When regular people lose their retirement money, it is sad.
When wall street insiders lose money from speculating, its ARMAGEDDON!! OMG!! I SEE THE HORSEMEN! GAAAHHH!!!
I dont know if we are seeing the great Unwinding but this video is rather hilarious.
Greenspan and the piles of cheap money he helped create after the dotcom crash is a big reason we are in these problems today. When insiders are making gob of money, they want the government to stay out of things; When insiders' excess has created major instability in the markets and things start to topple, suddenly they look for someone in government who "gets it".
I sure hope Bernanke is different. If a few people lose their summer homes and their Ferrari money, it would be a good thing. Let the market clear itself and unwind a bit.
This article today is a great read for a recap of the "unintended consequences" of super-cheap capital.
How Credit Got So Easy And Why It's Tightening
Wall Street Journal
August 7, 2007
An extraordinary credit boom that created many first-time homeowners and financed a wave of corporate takeovers seems to be waning. Home buyers with poor credit are having trouble borrowing. Institutional investors from Milwaukee to Düsseldorf to Sydney are reporting losses. Banks are stuck with corporate debt that investors won't buy. Stocks are on a roller coaster, with financial powerhouses like Bear Stearns Cos. and Blackstone Group coming under intense pressure.
The origins of the boom and this unfolding reversal predate last year's mistakes. They trace to changes in the banking system provoked by the collapse of the savings-and-loan industry in the 1980s, the reaction of governments to the Asian financial crisis of the late 1990s, and the Federal Reserve's response to the 2000-01 bursting of the tech-stock bubble.
When the Fed cut interest rates to the lowest level in a generation to avoid a severe downturn, then-Chairman Alan Greenspan anticipated that making short-term credit so cheap would have unintended consequences. "I don't know what it is, but we're doing some damage because this is not the way credit markets should operate," he and a colleague recall him saying at the time.
Now the consequences of moves the Fed and others made are becoming clearer.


Please reproduce all the data exactly as written and omit the pictures.
━━ RECORDS FOR THE EXERCISE ━━
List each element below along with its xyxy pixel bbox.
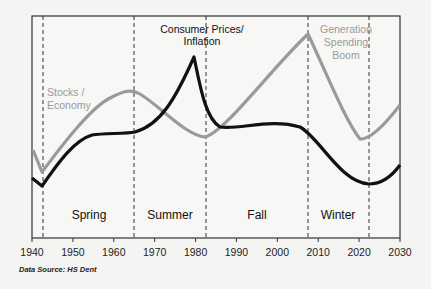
- economic-seasons-chart: Stocks / Economy Consumer Prices/ Inflat…: [0, 0, 431, 289]
- gen-label-1: Generation: [320, 23, 372, 35]
- stocks-label-2: Economy: [47, 99, 92, 111]
- x-ticks: [32, 238, 400, 242]
- tick-1950: 1950: [61, 246, 85, 258]
- tick-2030: 2030: [388, 246, 412, 258]
- x-tick-labels: 1940 1950 1960 1970 1980 1990 2000 2010 …: [20, 246, 412, 258]
- tick-2010: 2010: [307, 246, 331, 258]
- season-winter: Winter: [321, 208, 356, 222]
- gen-label-3: Boom: [332, 49, 360, 61]
- gen-label-2: Spending: [324, 36, 369, 48]
- tick-2000: 2000: [266, 246, 290, 258]
- tick-1940: 1940: [20, 246, 44, 258]
- tick-1980: 1980: [184, 246, 208, 258]
- season-fall: Fall: [247, 208, 266, 222]
- tick-1990: 1990: [225, 246, 249, 258]
- tick-1970: 1970: [143, 246, 167, 258]
- tick-2020: 2020: [347, 246, 371, 258]
- tick-1960: 1960: [102, 246, 126, 258]
- season-summer: Summer: [147, 208, 192, 222]
- stocks-label-1: Stocks /: [47, 86, 84, 98]
- data-source: Data Source: HS Dent: [19, 265, 97, 274]
- cpi-label-2: Inflation: [184, 35, 221, 47]
- season-spring: Spring: [72, 208, 107, 222]
- cpi-label-1: Consumer Prices/: [160, 23, 244, 35]
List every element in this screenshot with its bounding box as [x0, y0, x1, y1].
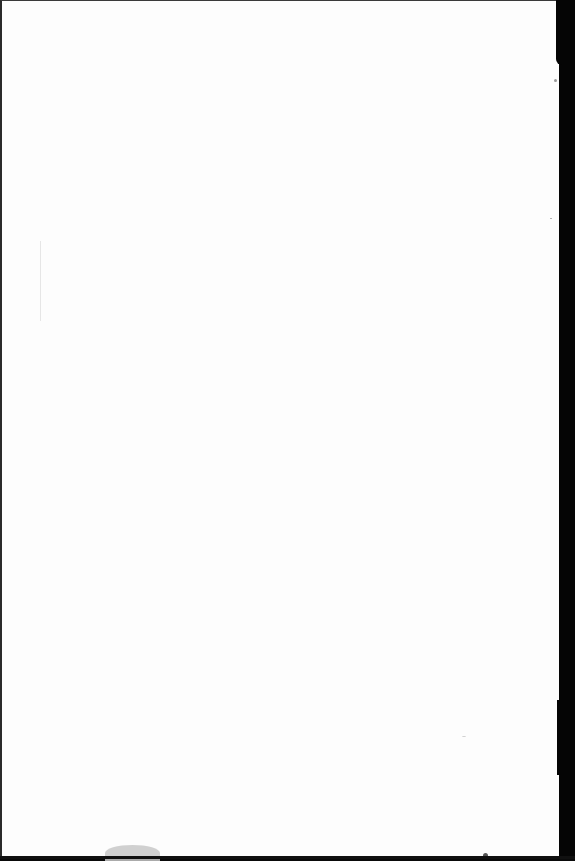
scan-edge-shadow-bottom	[557, 700, 563, 775]
scanned-page	[0, 0, 562, 856]
scan-edge-shadow-top	[556, 0, 562, 65]
faint-margin-mark	[40, 241, 41, 321]
dust-speck	[550, 218, 552, 219]
dust-speck	[462, 736, 466, 737]
bleed-through-text	[42, 26, 132, 86]
scan-bottom-border	[0, 856, 575, 859]
dust-speck	[554, 79, 557, 82]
━━━
SOLVED PROBLEM:
List each element below along with its xyxy pixel bbox.
- economic-seasons-chart: Stocks / Economy Consumer Prices/ Inflat…: [0, 0, 431, 289]
- gen-label-1: Generation: [320, 23, 372, 35]
- stocks-label-2: Economy: [47, 99, 92, 111]
- x-ticks: [32, 238, 400, 242]
- tick-1950: 1950: [61, 246, 85, 258]
- tick-2030: 2030: [388, 246, 412, 258]
- x-tick-labels: 1940 1950 1960 1970 1980 1990 2000 2010 …: [20, 246, 412, 258]
- tick-2010: 2010: [307, 246, 331, 258]
- season-winter: Winter: [321, 208, 356, 222]
- gen-label-3: Boom: [332, 49, 360, 61]
- gen-label-2: Spending: [324, 36, 369, 48]
- tick-2000: 2000: [266, 246, 290, 258]
- tick-1940: 1940: [20, 246, 44, 258]
- tick-1980: 1980: [184, 246, 208, 258]
- season-fall: Fall: [247, 208, 266, 222]
- tick-1990: 1990: [225, 246, 249, 258]
- tick-1970: 1970: [143, 246, 167, 258]
- tick-2020: 2020: [347, 246, 371, 258]
- tick-1960: 1960: [102, 246, 126, 258]
- season-summer: Summer: [147, 208, 192, 222]
- stocks-label-1: Stocks /: [47, 86, 84, 98]
- data-source: Data Source: HS Dent: [19, 265, 97, 274]
- cpi-label-2: Inflation: [184, 35, 221, 47]
- season-spring: Spring: [72, 208, 107, 222]
- cpi-label-1: Consumer Prices/: [160, 23, 244, 35]
List every element in this screenshot with its bounding box as [x0, y0, x1, y1].
scan-edge-shadow-bottom	[557, 700, 563, 775]
scanned-page	[0, 0, 562, 856]
scan-edge-shadow-top	[556, 0, 562, 65]
faint-margin-mark	[40, 241, 41, 321]
dust-speck	[550, 218, 552, 219]
dust-speck	[462, 736, 466, 737]
bleed-through-text	[42, 26, 132, 86]
scan-bottom-border	[0, 856, 575, 859]
dust-speck	[554, 79, 557, 82]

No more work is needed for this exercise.